Flat, links-style Coore-Crenshaw design with views of the McDowell Mountains and Pinnacle Peak. Consistently top-5 in Arizona by Golfweek.
The O'odham Course at Talking Stick was one of the first Coore-Crenshaw designs to open in Arizona, predating their Saguaro Course at We-Ko-Pa by nearly a decade. The name reflects a 2020s rebranding that replaced the original "North Course" designation with a name honoring the Salt River Pima-Maricopa Indian Community that owns the property. The golf is the same as it has always been: a flat, links-style layout with views of the McDowell Mountains and Pinnacle Peak that Golfweek has consistently ranked among the top five courses you can play in Arizona.
The design is minimalist in the way that Coore and Crenshaw's best work always is. The terrain is flat, the vegetation is sparse, and the interest comes from the ground contours, the bunkering, and the wind that moves unobstructed across the open landscape. The fairways are wide, the rough is not particularly punishing, and the greens are large enough to hit in regulation with reasonable frequency. The slope of 124 reflects this accessibility. But the course's true difficulty is in the scoring, not the survival, and the gap between a good score and a mediocre one is determined by the quality of the approach play and the ability to read the putting surfaces under wind conditions that shift throughout the day.
Coore and Crenshaw left the native desert visible at the margins but kept it out of play for the most part. The O'odham is a course where the ball stays on grass, where the ground game is encouraged, and where the forced carry is rare. For golfers who find the target-golf formula of Troon North and We-Ko-Pa stressful, the O'odham provides a different experience entirely. The ball is rarely lost. The challenge is in getting it close.
At approximately $150 in peak season through dynamic pricing, the O'odham represents exceptional value for a Coore-Crenshaw design of this ranking. The Talking Stick Resort, with its casino, seven restaurants, and 496 rooms, sits adjacent and provides a convenient base for golfers who want to play both the O'odham and the Piipaash courses. The combined experience of the two Talking Stick layouts covers remarkable architectural ground at a fraction of the cost of the We-Ko-Pa pair.
The O'odham is the quieter of the two courses in terms of public profile, but among serious students of golf architecture, it is the more respected design. The difference between the O'odham and the Saguaro at We-Ko-Pa, both by the same architects on different sites, illustrates how Coore and Crenshaw adapt to the land they are given rather than imposing a formula. Both courses are worth playing, and the O'odham's lower price makes it the easier one to fit into a trip.
Links-style golf on 320 acres of Ak-Chin Indian Reservation in Maricopa. An annual U.S. Open qualifying site that plays nothing like the desert courses nearby.
A short, scenic par-71 at Arizona Grand Resort with lush semitropical landscaping and South Mountain Park as a backdrop.
Jay Morrish's desert design among iconic granite boulder formations. No other course in the area looks anything like it.
Tom Fazio's Arizona contribution and former NCAA Division I Championship host. Consistently ranked among the top daily-fee courses in the state.
Golf Magazine ranked it among the Top 10 You Can Play in the U.S. Bent grass greens and a slope of 149 provide a test that does not suffer by comparison with the Raptor.
Golf Digest Four Star Award for nine consecutive years. A hillside design at Hilton Phoenix Tapatio Cliffs with elevation changes that earn the name.
Twenty-seven holes of Ted Robinson design in Chandler with water features on most holes, a Golf Digest 4.5-star rating, and complimentary replay and range balls.
A City of Phoenix municipal course that plays 7,380 yards with Papago Buttes as a backdrop. Renovated in 2008 at a cost of $5.8 million.
Dramatic elevation changes on 7,249 yards of Rees Jones desert design, 45 minutes northwest of Scottsdale in Peoria.
A Carolina-style layout with 6,000+ imported Georgia pines, five miles from Sky Harbor Airport. Scottsdale desert golf, this is not.
The more traditional counterpart to the O'odham. Tree-lined fairways, raised greens, and a Coore-Crenshaw design that rewards accuracy.
The quieter sibling at TPC Scottsdale. Same facility standards, less than half the green fee, and a par-71 layout that measures 7,235 yards.
Home of the loudest tournament in professional golf and a par-3 16th that seats 20,000. The rest of the course rewards strategy over power.
British links principles transplanted to the Sonoran Desert. Firm greens, bump-and-run approaches, and four par 5s exceeding 500 yards.
Desert target golf through steep arroyos and saguaro forests. The signature par-5 16th measures 609 yards through a natural wash.
Named one of the ten best new public courses in the world upon opening. Scott Miller's bolder, longer counterpart to the Saguaro.
Ranked number one in Arizona by Golfweek for 15 of the past 16 years. Coore-Crenshaw minimalism on Fort McDowell Yavapai Nation land.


→ **Exercise**
Could you return the full listing below exactly as it appears?

__________

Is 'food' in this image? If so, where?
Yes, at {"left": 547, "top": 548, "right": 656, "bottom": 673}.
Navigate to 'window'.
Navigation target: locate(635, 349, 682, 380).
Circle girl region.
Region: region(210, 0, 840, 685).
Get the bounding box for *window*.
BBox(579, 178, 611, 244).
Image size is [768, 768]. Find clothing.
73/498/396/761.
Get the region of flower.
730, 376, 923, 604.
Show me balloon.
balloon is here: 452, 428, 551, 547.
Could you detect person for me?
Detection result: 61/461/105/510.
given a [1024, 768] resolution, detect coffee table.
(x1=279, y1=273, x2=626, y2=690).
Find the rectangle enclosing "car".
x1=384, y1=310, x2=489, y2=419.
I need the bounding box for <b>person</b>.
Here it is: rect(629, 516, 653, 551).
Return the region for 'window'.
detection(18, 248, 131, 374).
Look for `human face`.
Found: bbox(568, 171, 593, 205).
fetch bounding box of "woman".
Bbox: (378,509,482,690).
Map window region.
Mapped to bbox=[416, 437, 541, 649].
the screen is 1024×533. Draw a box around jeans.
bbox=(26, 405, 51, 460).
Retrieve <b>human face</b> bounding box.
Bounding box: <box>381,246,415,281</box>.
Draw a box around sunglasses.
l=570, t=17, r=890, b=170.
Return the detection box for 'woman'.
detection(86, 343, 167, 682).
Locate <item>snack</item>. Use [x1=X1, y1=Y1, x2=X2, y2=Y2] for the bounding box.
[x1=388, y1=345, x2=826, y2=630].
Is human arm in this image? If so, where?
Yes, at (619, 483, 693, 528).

__________

→ **Finished task**
Is 'food' in this image? If so, where?
Yes, at {"left": 547, "top": 548, "right": 656, "bottom": 673}.
Navigate to 'window'.
Navigation target: locate(635, 349, 682, 380).
Circle girl region.
Region: region(210, 0, 840, 685).
Get the bounding box for *window*.
BBox(579, 178, 611, 244).
Image size is [768, 768]. Find clothing.
73/498/396/761.
Get the region of flower.
730, 376, 923, 604.
Show me balloon.
balloon is here: 452, 428, 551, 547.
Could you detect person for me?
Detection result: 61/461/105/510.
given a [1024, 768] resolution, detect coffee table.
(x1=279, y1=273, x2=626, y2=690).
Find the rectangle enclosing "car".
x1=384, y1=310, x2=489, y2=419.
I need the bounding box for <b>person</b>.
Here it is: rect(629, 516, 653, 551).
Return the region for 'window'.
detection(18, 248, 131, 374).
Look for `human face`.
Found: bbox(568, 171, 593, 205).
fetch bounding box of "woman".
Bbox: (378,509,482,690).
Map window region.
Mapped to bbox=[416, 437, 541, 649].
the screen is 1024×533. Draw a box around jeans.
bbox=(26, 405, 51, 460).
Retrieve <b>human face</b> bounding box.
Bounding box: <box>381,246,415,281</box>.
Draw a box around sunglasses.
l=570, t=17, r=890, b=170.
Return the detection box for 'woman'.
detection(86, 343, 167, 682).
Locate <item>snack</item>. Use [x1=X1, y1=Y1, x2=X2, y2=Y2] for the bounding box.
[x1=388, y1=345, x2=826, y2=630].
Is human arm in this image? If so, where?
Yes, at (619, 483, 693, 528).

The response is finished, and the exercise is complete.